@OP: you're getting some very good advice here. I worked in an industry in which engineers were well-paid, and some of them assumed an air of superiority over the chemists (like myself) that had to show them the ropes so they could come up to speed, and the technicians that were responsible for the testing, calibration, etc that supported their engineering projects. Don't insult the people that had to help you get familiar with a mill. That was not smart on their part. Yes, they got cooperation and support from the people that they treated like "underlings", but hardly the enthusiastic support, extra effort, and brain-storming that engineers with some social skills could get. As an experienced process chemist, I got paired up regularly with two of those losers over the years in that pulp mill. Both were social-climbing suck-ups who spent very little time developing decent relationships with the "underlings" assigned to their research projects.

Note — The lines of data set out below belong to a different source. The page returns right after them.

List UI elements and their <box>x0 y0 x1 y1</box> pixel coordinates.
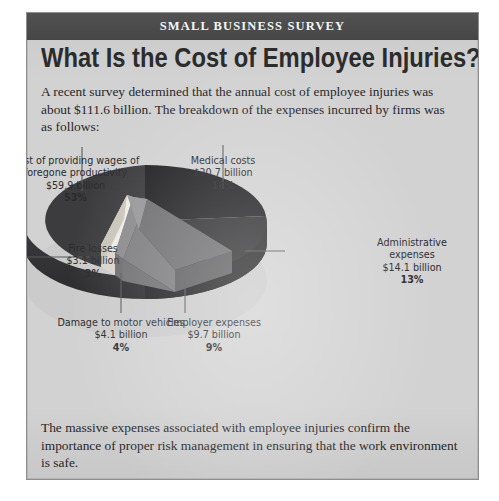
callout-employer-amount: $9.7 billion <box>139 329 289 341</box>
callout-medical-line1: Medical costs <box>148 155 298 167</box>
banner-title: SMALL BUSINESS SURVEY <box>160 19 346 34</box>
pie-chart: Cost of providing wages of foregone prod… <box>27 133 478 423</box>
callout-wages-amount: $59.9 billion <box>26 180 168 192</box>
callout-admin-line2: expenses <box>357 249 467 261</box>
callout-employer: Employer expenses $9.7 billion 9% <box>139 317 289 354</box>
callout-medical-amount: $20.7 billion <box>148 167 298 179</box>
callout-medical-pct: 18% <box>148 180 298 192</box>
callout-wages-pct: 53% <box>26 192 168 204</box>
callout-wages-line2: foregone productivity <box>26 167 168 179</box>
callout-fire-line1: Fire losses <box>35 243 151 255</box>
callout-fire-amount: $3.1 billion <box>35 255 151 267</box>
infographic-card: SMALL BUSINESS SURVEY What Is the Cost o… <box>26 12 479 480</box>
callout-fire: Fire losses $3.1 billion 3% <box>35 243 151 280</box>
intro-paragraph: A recent survey determined that the annu… <box>41 83 457 136</box>
page-title: What Is the Cost of Employee Injuries? <box>41 43 411 73</box>
footer-paragraph: The massive expenses associated with emp… <box>41 419 461 472</box>
callout-medical: Medical costs $20.7 billion 18% <box>148 155 298 192</box>
callout-wages: Cost of providing wages of foregone prod… <box>26 155 168 205</box>
callout-admin-line1: Administrative <box>357 237 467 249</box>
callout-employer-pct: 9% <box>139 342 289 354</box>
banner: SMALL BUSINESS SURVEY <box>27 13 478 40</box>
callout-administrative: Administrative expenses $14.1 billion 13… <box>357 237 467 287</box>
callout-wages-line1: Cost of providing wages of <box>26 155 168 167</box>
callout-fire-pct: 3% <box>35 268 151 280</box>
callout-admin-pct: 13% <box>357 274 467 286</box>
callout-admin-amount: $14.1 billion <box>357 262 467 274</box>
callout-employer-line1: Employer expenses <box>139 317 289 329</box>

My closest friend in that mill was a Chemical Engineer - the director of the Technical Department that I worked in. He and I shared interests in farming, timber-growth, wood-harvesting, and many other things. My wife and I rented a farmhouse on 300+ acres from him, and occupied it while he and his retired father and father-in-law rebuilt the barn, outbuildings, etc, and prepared to remodel the house. My wife wouldn't let them eat sandwiches out in the cold, sitting in their vehicles. She'd make hearty stews with biscuits and make sure they got warm in our kitchen. When I wasn't cutting firewood off the property (gratis) and splitting and stacking it, I'd be crawling around under the barn, helping to replace sills and repair the stone foundation, or jacking up an old milk-parlor to move and convert to a garage.
My second-closest friend was the production manager of the paper mill. He was parachuted in in the midst of a fractious strike. I was by that time the lead operator on the new paper machine, and was representing my department in the labor negotiations. The new production manager and I had lots of conferences in the hall-way by the coffee machine, and we hammered out many of the sticking points without the company negotiators or the union negotiators present to screw things up. As long as I worked on that paper machine, we were pretty regular companions on white-water canoe and kayak trips. He got to be a hero with the company for stopping that strike with non-financial concessions, and I got a friend at the top of the paper division who would bounce ideas off me, and who would listen when I contacted him with concerns about the way company policies were implemented.
Cooperation is WAY better than confrontation in the workplace, especially if you have aspirations to transition to management. Burn no bridges - build them.